A breastfeeding mother can certainly do wrong. She can be a dreadful, shitty person who spits in public, cheats on her taxes and talks at the theater. But when it comes to breastfeeding, if it works for her and her baby and she’s not blocking traffic, then no, she can do no wrong. Yes, really.
It doesn’t wear out a pool filter like crumbs and food wrappers do, and it doesn’t mess up the pH of the water (yeah, homeopathic contamination, indeed), and it doesn’t come in a glass jar that can break on the deck like many drinks do, and it doesn’t present a health risk like feces or blood. So yes, there are lots of differences between breastfeeding and having other food or drink or bodily fluids in the pool.
Excreting bodily fluids is not prohibited in a public pool. Excreting urine and feces are prohibited in a public pool, and excreting blood is probably frowned upon as well.

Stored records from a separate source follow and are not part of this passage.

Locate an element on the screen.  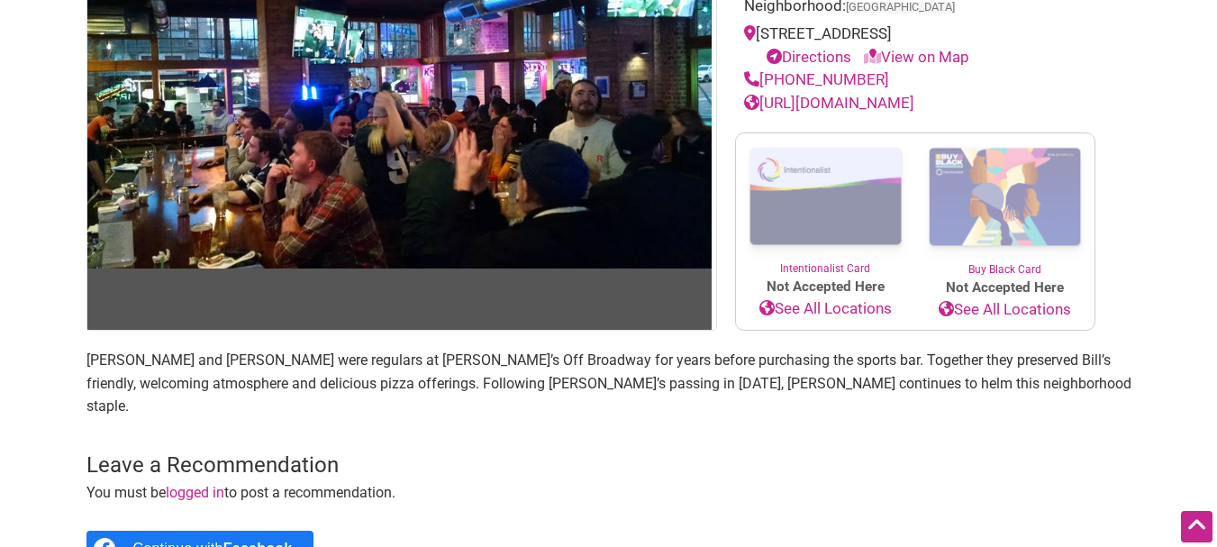
a: Intentionalist Card is located at coordinates (825, 205).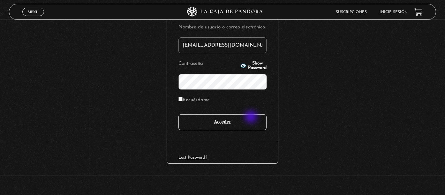 This screenshot has width=445, height=195. Describe the element at coordinates (33, 18) in the screenshot. I see `span: Cerrar` at that location.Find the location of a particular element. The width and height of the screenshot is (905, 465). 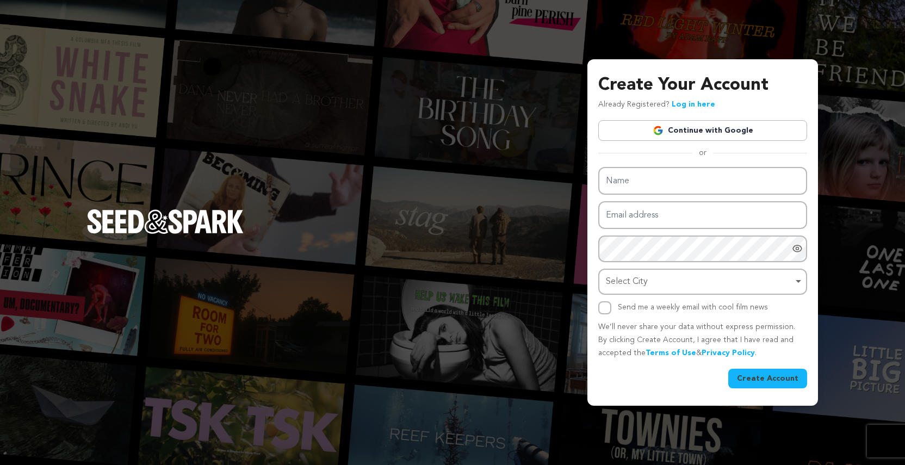

a: Show password as plain text. Warning: this will display your password on the screen. is located at coordinates (798, 249).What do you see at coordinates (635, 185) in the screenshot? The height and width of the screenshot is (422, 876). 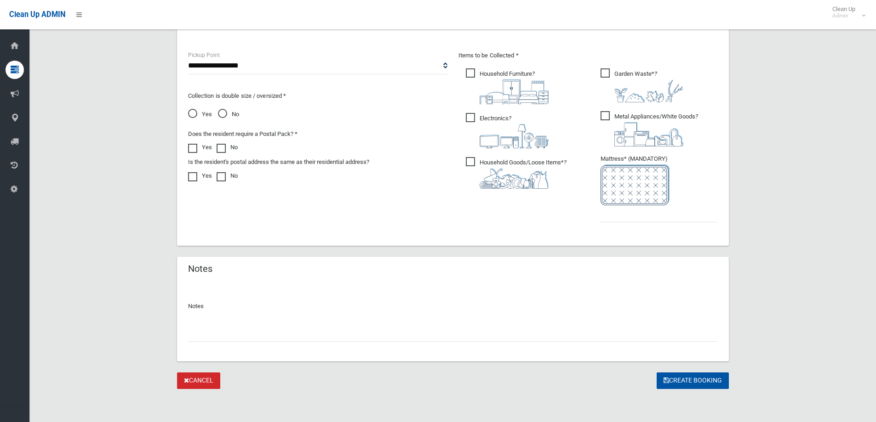 I see `img: e7408bece873d2c1783593a074e5cb2f.png` at bounding box center [635, 185].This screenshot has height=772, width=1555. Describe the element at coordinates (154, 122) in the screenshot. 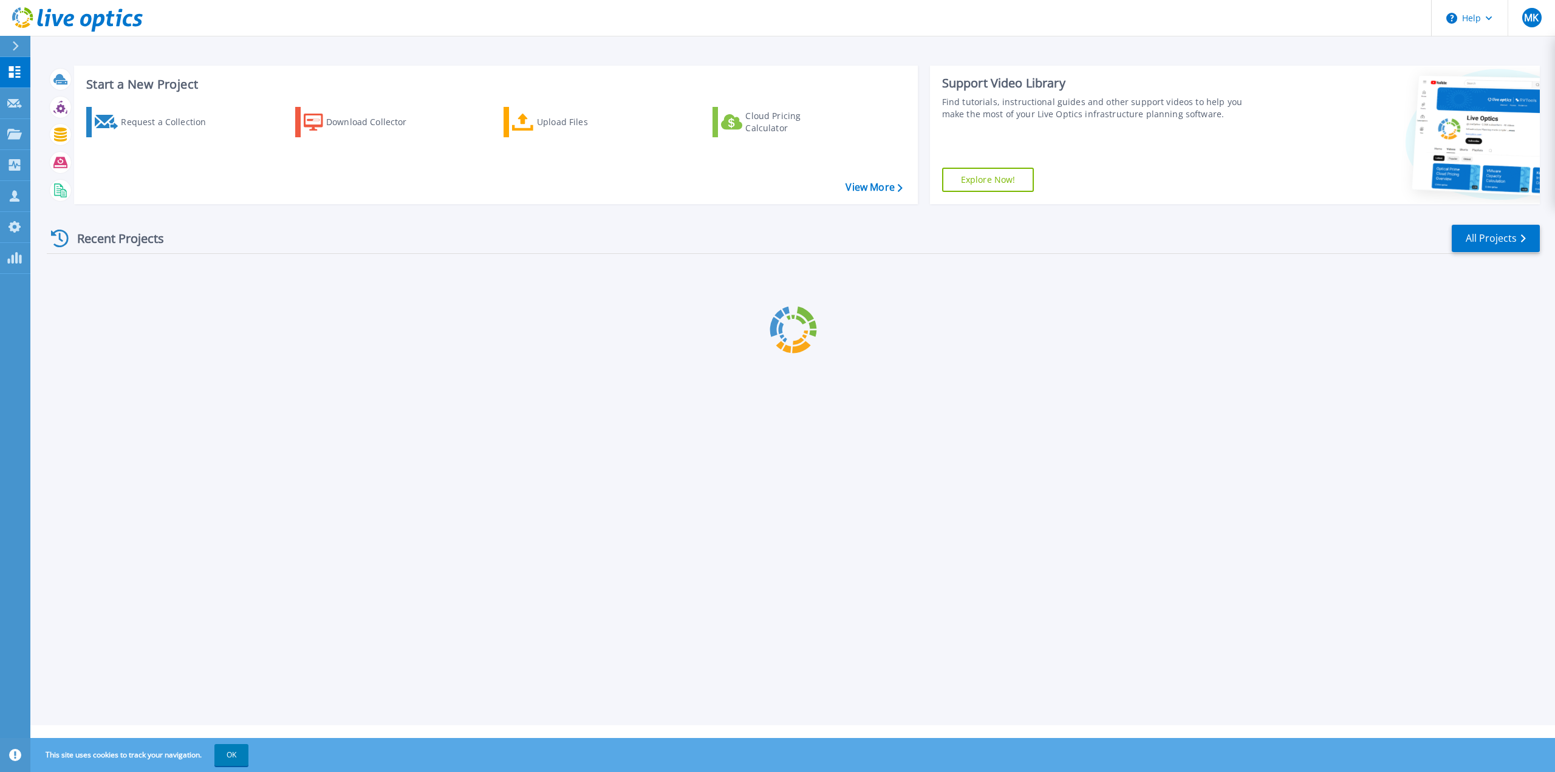

I see `a: Request a Collection` at that location.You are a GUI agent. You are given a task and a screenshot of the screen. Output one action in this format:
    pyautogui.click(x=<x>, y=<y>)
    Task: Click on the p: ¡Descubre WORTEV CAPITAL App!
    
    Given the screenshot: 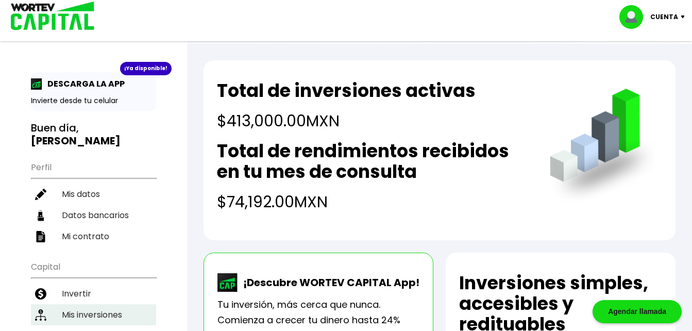 What is the action you would take?
    pyautogui.click(x=329, y=282)
    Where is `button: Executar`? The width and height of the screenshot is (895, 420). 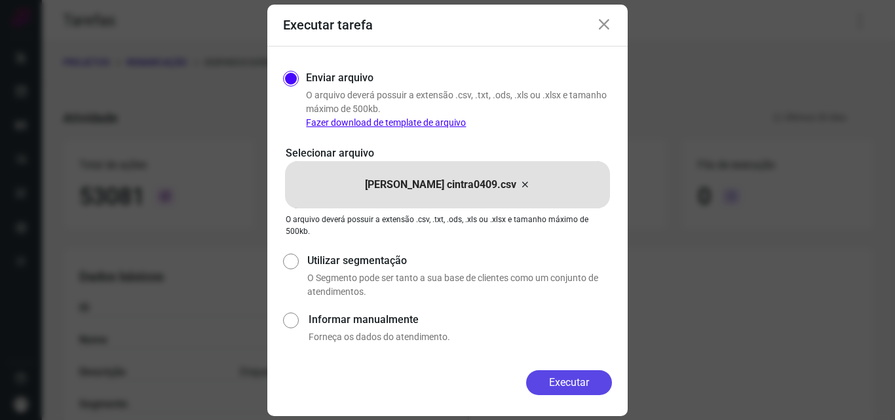
button: Executar is located at coordinates (569, 383).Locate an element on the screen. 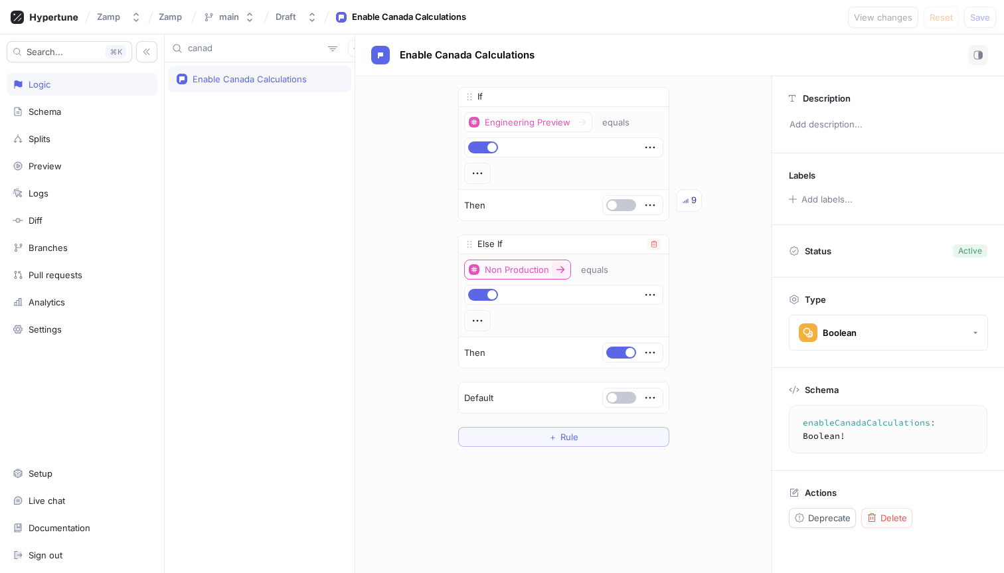 This screenshot has width=1004, height=573. button: Search...K is located at coordinates (69, 52).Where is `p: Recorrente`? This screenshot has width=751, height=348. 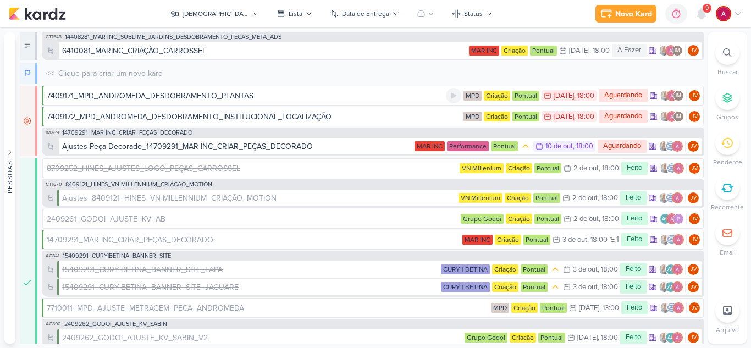 p: Recorrente is located at coordinates (728, 207).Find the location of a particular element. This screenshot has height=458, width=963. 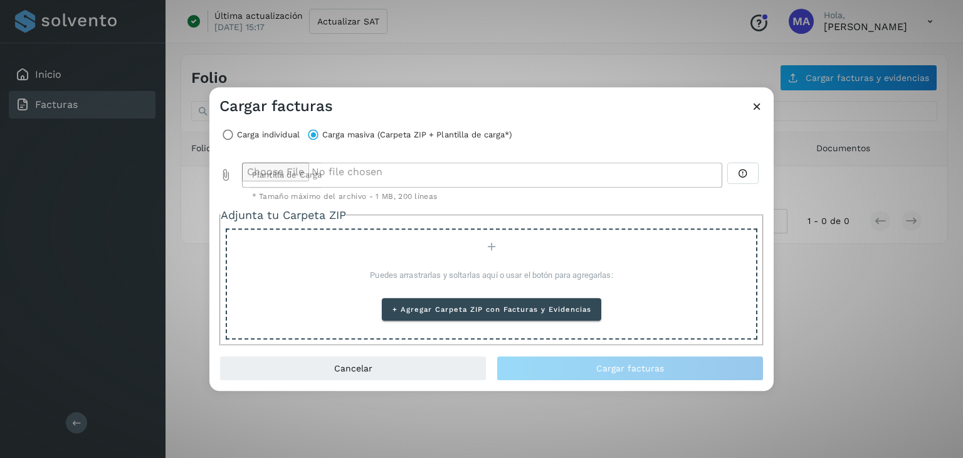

Sweat, tears, saliva, menstrual fluid (yes, Virgina, women on their periods go swimming, and inevitably leak homeopathic amounts of menstrual fluid into the pool) and breastmilk from lactating-but-not-nursing breasts are not prohibited in a public pool.
No. Mothers who use formula are generally good mothers who feed their child inferior food, either because they have to or they chose to. Mothers who breastfeed are generally good mothers who feed their child biologically normal food, either because they have to or they chose to.
Because some of us realize that the sexualized version of breasts (the kind that excludes their maternal function completely or almost completely) is not the only way to view them, and we’d like to change that. We change that by not taking them to the toilet to use them, and by supporting mothers who don’t take them to the toilet to use them.
She’s a mom of a 17 month old and a 4 month old. She’s an expert at the one-handed-toddler-retrieval, I’m sure. The kind of trouble a toddler’s likely to get into in a wading pool is fairly well limited to the kind of trouble that can be dealt with by picking the child up and tucking her under your arm, which an experienced mother can certainly do without disturbing the nurser.